The University announced two weeks ago that Commencement’s keynote speaker will be the chairman of the NAACP, and similar to last year, many students are bemoaning the decision. Some have criticized Julian Bond for controversial remarks about conservatives, but most are simply disappointed in the administration not snagging a celebrity.
Well, I have a dirty,little secret to share, having learned it from graduating with my bachelors last May: the keynote speaker at Commencement does not matter. Period.
There, I’ve said it. Awaiting my second graduation in a year, I’ve longed for the most notable personage to address me, someone entertaining and preferably comedic. Someone to compensate for the void of having no keynote speaker last year. Students are rightfully saying that Bond is a far cry from these criteria.
Give him credit where credit is due, though. This man has fought for racial and socioeconomic justice for decades and will likely give perspective to the class of 2008 on how far (or not far) contemporary society has come. His advice will be timely in the context of a fall semester replete with ethnically charged controversy on campus and the renewed national focus on race politics this campaign season. What better time to hear from an activist with our speaker’s background?

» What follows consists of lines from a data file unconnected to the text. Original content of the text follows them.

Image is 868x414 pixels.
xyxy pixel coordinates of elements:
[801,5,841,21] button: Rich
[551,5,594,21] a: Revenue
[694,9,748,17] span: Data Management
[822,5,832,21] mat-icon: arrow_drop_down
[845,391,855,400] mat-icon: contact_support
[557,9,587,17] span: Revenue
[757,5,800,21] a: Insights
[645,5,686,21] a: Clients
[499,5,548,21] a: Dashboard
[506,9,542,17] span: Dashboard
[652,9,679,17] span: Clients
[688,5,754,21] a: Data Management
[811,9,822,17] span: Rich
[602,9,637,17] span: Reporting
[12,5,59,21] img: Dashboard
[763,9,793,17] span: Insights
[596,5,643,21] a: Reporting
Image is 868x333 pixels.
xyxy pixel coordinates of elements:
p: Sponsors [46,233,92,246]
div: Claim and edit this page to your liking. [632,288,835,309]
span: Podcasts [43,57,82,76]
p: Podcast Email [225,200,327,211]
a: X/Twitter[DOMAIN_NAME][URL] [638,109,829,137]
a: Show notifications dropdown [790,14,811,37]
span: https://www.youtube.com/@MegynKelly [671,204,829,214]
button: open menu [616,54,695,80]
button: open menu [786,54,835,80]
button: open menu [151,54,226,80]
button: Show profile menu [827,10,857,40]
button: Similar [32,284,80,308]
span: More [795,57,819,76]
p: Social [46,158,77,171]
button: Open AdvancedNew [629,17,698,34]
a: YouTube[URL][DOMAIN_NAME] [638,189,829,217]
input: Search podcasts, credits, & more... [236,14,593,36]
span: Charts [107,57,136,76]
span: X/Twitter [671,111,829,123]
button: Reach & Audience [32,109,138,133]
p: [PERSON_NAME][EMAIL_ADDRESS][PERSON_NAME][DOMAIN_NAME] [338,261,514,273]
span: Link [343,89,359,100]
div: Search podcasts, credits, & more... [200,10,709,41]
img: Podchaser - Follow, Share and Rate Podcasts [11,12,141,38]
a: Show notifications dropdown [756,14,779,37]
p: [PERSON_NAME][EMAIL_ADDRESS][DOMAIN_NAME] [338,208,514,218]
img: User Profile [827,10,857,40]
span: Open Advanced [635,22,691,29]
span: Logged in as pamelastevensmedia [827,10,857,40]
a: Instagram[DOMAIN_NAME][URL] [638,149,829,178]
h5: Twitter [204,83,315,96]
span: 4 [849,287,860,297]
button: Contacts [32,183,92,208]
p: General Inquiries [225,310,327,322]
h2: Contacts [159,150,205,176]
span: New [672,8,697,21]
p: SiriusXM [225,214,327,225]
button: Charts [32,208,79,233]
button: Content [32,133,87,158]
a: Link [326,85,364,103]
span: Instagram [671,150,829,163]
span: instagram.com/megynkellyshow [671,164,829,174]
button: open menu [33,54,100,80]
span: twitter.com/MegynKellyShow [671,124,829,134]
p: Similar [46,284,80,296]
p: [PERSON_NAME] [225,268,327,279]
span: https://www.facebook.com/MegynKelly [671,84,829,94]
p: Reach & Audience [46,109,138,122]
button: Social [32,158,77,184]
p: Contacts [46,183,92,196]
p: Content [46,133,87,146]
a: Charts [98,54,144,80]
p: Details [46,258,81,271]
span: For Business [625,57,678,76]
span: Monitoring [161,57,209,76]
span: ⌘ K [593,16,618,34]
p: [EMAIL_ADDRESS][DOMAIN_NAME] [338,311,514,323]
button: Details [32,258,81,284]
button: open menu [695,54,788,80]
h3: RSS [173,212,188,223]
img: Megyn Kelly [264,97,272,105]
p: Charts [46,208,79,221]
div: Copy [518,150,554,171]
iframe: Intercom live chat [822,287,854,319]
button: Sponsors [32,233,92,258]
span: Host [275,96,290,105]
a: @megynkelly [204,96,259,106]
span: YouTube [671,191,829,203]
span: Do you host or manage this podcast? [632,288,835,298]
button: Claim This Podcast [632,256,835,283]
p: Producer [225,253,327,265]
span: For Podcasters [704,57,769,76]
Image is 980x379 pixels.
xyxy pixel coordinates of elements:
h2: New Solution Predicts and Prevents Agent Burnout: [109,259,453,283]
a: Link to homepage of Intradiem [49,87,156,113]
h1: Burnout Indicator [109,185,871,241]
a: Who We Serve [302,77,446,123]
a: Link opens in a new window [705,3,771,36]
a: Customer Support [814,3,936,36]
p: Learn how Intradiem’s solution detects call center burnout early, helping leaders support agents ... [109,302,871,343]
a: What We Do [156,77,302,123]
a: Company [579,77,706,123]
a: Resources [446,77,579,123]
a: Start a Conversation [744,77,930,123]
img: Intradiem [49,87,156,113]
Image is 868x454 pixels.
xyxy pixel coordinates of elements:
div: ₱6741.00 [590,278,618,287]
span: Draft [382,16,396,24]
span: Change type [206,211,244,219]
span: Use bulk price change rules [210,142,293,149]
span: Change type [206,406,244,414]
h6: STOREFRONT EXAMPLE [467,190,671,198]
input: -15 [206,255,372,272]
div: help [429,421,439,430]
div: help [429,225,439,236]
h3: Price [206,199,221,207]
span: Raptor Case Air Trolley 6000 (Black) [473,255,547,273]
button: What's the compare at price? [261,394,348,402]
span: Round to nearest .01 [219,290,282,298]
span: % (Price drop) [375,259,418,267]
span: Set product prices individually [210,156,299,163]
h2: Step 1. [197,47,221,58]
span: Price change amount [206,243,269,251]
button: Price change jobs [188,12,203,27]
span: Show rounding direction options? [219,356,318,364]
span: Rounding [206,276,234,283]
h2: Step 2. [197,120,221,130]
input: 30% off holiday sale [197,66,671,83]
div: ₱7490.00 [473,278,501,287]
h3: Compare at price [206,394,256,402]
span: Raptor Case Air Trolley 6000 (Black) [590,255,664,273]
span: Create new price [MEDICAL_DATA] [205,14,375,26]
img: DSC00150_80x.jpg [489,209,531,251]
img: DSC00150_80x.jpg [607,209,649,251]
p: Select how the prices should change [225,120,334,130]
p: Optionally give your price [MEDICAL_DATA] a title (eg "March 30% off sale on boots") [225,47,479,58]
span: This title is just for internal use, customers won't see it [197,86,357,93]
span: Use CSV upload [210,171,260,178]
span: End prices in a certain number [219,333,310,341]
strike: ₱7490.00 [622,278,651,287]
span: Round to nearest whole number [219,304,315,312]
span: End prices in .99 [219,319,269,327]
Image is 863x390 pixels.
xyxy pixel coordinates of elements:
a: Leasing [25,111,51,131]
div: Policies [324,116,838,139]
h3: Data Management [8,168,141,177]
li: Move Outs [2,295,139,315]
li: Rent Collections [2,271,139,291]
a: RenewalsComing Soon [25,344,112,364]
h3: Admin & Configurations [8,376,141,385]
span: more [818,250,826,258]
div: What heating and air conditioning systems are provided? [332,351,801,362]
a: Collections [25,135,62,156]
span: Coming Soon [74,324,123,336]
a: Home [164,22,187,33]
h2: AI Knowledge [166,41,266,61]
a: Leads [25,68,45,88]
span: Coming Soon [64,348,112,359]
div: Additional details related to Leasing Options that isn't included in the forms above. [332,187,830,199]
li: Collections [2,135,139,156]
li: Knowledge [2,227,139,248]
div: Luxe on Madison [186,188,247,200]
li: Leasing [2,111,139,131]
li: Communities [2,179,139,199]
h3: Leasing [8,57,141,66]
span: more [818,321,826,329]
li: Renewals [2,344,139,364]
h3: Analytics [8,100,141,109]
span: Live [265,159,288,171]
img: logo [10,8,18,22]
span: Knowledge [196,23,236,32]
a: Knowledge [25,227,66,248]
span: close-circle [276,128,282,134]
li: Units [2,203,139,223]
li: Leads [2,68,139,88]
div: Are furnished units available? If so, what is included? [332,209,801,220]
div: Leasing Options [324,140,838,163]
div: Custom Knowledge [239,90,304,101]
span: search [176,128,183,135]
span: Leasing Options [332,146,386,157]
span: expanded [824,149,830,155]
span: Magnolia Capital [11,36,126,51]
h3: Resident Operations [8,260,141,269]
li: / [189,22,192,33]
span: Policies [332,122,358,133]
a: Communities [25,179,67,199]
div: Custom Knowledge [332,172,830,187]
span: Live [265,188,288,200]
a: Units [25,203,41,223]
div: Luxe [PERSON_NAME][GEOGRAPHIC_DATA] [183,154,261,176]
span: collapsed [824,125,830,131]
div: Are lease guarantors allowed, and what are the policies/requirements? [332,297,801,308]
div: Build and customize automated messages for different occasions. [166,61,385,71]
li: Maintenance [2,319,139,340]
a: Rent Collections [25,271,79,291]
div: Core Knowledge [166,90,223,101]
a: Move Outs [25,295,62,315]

Then again, Bond is no James Bond, he is no Stephen Colbert and he is not even a Barack Obama. We won’t have bragging rights of a celebrity speaking at our graduation. And yet, schools with better headliners aren’t holding their exercises on the National Mall, nor do they have foreign heads of state and presidential candidates on their campus routinely throughout the school year.
None of this debate will matter much to the average senior six weeks from now. Commencement weekend is a whirlwind – trust me – and a singular speech will seem insignificant in the grand scheme of things.
Distractions abound during graduation days. Relatives are in town, move-out and move-in cause headaches, and constant meals and events bombard the schedule. At the Commencement ceremony itself, there is a large well of stress. Where do I meet up with my parents afterward? Do I really have to take a picture in this goofy, overpriced outfit? How come my cell phone isn’t working amid 20,000 other people using their phones at the same time?
To me, the speeches were the least meaningful part of the weekend. What mattered most was the alliterative trifecta of friends, family and free food. There’s nothing more important than spending time with those close to you at a milestone in your life. And there’s no better time before entering the real world to free-ride off your parents’ subsidizing of expensive meals. So, enjoy the graduation festivities, even without a celebrity headliner.
As trite as it sounds, your Commencement is going to be what you make of it. Saying the requisite goodbye to your past and looking forward toward the next phase in your life should be the focus, not some speech.
It’s been less than 11 months since my first graduation, and I can honestly not recall one specific take-away from the group of honorary degree recipients who spoke. This is coming, no less, from someone who paid attention during the ceremony and has honed his observational skills as a reporter for four years for this publication. My amnesia has company, though.
Robert Chernak, senior vice president of Student and Academic Support Services, has attended commencements at the universities he’s worked at for decades. His memory was also a bit fuzzy: “I can’t remember who my graduate speaker was at BU and can’t remember a word he said or she said. I think I might have had a bottle of wine under my seat or something . I remember people talking,” Chernak said in an interview last spring.
“It’s not the single event that should make it or break it in terms of a GW experience,” he added. After an investment of four years – or more – and perhaps hundreds of thousands of dollars, memories of college will gloss over how it ended. We have had eight semesters of classes, relationships, parties, mistakes and successes to ponder.
Reflect on your time in Foggy Bottom and mull over what you want to do with your life. The symbolic significance of graduation far outweighs the rhetorical significance of the graduation speech, so don’t waste away your last few weeks as an undergraduate complaining. Save that for life in the professional world or, worse yet, in grad school.
The writer, a graduate student pursuing a master’s in political management, is The Hatchet’s senior editor.